TensorFlow Lite is TensorFlow’s lightweight solution for mobile and embedded devices.

TensorFlow Lite is better as:

  • TensorFlow Lite enables on-device machine learning inference with low latency. Hence, it is fast.
  • TensorFlow Lite takes small binary size. Hence, good for mobile devices.
  • TensorFlow Lite also supports hardware acceleration with the Android Neural Networks API.

TensorFlow Lite uses many techniques for achieving low latency such as:

  • Optimizing the kernels for mobile apps.
  • Pre-fused activations.
  • Quantized kernels that allow smaller and faster (fixed-point math) models.

How to use TensorFlow Lite in an Android application?

1. convert the model into .tflite

In order to run the model with the TensorFlow Lite, you will have to convert the model into the model(.tflite) which is accepted by the TensorFlow Lite. Follow the steps from here. There are also a lot of other ways to convert the model into TFLite.

You can check if all your operators are supported in TF Lite here

2. build the jar and .so file.

git clone --recurse-submodules  https://git.homegu.com/tensorflow/tensorflow.git

[Note!] --recurse-submodules is important to pull submodules.

Download NDK from here.

Download Android SDK or we can provide the path from Android Studio SDK.
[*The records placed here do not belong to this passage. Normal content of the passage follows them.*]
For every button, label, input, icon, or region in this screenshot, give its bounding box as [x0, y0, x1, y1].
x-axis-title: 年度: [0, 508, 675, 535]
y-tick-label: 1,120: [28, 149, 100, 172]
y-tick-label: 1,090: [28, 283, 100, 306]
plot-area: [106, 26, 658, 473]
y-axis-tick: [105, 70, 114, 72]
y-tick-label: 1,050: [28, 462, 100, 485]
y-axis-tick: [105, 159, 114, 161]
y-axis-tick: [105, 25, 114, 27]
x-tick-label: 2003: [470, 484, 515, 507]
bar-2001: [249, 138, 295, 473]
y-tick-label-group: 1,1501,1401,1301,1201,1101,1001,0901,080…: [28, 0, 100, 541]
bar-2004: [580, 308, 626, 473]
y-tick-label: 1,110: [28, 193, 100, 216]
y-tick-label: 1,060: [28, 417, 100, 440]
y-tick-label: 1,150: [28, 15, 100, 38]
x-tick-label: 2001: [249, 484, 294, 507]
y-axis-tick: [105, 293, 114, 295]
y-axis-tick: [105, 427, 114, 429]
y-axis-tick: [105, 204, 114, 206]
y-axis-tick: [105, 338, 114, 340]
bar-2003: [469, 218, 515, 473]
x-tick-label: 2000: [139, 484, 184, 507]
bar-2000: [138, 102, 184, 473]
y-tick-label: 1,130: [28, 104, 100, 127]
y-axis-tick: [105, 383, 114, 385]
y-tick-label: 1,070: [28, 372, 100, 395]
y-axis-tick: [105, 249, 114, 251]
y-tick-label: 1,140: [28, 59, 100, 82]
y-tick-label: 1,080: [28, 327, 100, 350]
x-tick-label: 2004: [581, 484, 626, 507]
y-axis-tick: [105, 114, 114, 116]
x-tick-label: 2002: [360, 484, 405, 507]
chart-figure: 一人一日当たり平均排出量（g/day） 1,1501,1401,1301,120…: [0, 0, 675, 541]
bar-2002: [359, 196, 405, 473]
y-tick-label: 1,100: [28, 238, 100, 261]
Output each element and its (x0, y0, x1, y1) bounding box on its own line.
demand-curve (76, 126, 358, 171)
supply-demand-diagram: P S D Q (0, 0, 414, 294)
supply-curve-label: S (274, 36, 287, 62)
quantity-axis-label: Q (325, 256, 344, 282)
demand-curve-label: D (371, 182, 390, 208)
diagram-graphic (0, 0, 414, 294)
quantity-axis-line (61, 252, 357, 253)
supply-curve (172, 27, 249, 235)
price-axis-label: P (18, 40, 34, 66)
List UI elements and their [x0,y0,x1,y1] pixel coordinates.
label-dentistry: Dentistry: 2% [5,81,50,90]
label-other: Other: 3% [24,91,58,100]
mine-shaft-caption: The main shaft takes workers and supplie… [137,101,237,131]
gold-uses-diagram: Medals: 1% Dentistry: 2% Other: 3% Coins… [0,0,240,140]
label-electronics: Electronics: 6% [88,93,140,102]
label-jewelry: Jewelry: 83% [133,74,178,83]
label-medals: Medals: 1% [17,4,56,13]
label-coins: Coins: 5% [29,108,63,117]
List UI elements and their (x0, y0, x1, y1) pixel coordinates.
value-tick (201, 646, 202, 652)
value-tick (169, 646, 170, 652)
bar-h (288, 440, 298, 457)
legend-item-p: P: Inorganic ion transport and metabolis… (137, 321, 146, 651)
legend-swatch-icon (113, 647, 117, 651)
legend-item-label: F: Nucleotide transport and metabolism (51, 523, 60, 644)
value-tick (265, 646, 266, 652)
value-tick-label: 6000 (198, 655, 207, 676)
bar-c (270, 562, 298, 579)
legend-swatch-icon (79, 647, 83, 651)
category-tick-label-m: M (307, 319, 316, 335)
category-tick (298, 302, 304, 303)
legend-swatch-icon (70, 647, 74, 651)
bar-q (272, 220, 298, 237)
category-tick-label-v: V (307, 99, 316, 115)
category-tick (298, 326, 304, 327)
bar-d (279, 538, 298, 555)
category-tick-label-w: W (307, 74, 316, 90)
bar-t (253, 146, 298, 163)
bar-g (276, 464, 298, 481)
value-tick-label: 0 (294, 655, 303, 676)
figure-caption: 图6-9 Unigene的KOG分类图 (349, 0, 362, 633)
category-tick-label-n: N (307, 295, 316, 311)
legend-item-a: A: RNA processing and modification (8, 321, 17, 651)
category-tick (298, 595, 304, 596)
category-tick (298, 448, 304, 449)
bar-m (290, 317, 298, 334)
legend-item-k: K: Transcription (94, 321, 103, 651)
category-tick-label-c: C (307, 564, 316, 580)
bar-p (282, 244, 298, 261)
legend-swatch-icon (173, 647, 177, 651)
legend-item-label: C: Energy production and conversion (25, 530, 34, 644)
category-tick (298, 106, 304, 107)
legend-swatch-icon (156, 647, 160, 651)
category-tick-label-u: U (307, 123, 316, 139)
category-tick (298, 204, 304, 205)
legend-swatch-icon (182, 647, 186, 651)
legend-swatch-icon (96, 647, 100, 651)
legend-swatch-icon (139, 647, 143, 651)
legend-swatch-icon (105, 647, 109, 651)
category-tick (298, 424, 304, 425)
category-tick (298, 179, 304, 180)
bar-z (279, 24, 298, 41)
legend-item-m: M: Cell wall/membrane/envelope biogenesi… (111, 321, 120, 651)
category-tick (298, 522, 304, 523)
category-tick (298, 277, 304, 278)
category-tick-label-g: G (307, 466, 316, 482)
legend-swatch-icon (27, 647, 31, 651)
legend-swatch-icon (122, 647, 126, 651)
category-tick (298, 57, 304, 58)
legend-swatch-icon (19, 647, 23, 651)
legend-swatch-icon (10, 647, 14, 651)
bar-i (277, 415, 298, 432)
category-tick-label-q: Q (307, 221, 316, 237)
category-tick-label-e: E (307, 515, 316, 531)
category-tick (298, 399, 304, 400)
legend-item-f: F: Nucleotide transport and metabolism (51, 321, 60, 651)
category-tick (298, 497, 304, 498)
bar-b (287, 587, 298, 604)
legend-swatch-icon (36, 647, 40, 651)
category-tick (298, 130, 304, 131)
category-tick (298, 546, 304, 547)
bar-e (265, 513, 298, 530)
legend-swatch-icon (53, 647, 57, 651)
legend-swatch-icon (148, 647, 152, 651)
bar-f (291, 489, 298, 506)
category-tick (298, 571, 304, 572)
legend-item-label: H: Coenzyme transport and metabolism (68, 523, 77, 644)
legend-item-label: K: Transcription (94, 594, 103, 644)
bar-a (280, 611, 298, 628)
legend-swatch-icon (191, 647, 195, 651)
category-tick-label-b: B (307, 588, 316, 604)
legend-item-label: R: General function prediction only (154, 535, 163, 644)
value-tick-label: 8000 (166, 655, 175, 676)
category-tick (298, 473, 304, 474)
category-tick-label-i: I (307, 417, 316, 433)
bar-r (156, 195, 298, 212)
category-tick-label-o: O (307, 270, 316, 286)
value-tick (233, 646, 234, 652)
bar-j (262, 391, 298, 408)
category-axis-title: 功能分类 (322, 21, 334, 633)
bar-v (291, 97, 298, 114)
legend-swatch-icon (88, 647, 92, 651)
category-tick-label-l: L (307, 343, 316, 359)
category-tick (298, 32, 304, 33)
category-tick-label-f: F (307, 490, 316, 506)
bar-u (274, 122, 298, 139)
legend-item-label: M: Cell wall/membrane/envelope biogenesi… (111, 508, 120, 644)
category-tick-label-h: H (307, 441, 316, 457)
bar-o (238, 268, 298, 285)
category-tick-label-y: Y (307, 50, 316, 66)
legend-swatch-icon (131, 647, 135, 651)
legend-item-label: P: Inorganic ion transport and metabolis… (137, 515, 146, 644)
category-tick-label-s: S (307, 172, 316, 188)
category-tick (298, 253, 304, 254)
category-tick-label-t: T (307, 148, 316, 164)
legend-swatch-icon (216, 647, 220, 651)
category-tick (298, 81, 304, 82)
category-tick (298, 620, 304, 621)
Install Bazel from here. Bazel is the primary build system for TensorFlow.

Now, edit the WORKSPACE, we can find the WORKSPACE file in the root directory of the TensorFlow that we have cloned earlier.

# Uncomment and update the paths in these entries to build the Android demo.
#android_sdk_repository(
#    name = "androidsdk",
#    api_level = 23,
#    build_tools_version = "25.0.1",
#    # Replace with path to Android SDK on your system
#    path = "<PATH_TO_SDK>",
#)
#
#android_ndk_repository(
#    name="androidndk",
#    path="<PATH_TO_NDK>",
#    api_level=14)

Then build the .so file.

bazel build -c opt //tensorflow/contrib/android:libtensorflow_inference.so 
   --crosstool_top=//external:android/crosstool 
   --host_crosstool_top=@bazel_tools//tools/cpp:toolchain 
   --cpu=armeabi-v7a

Replacing armeabi-v7a with your desired target architecture.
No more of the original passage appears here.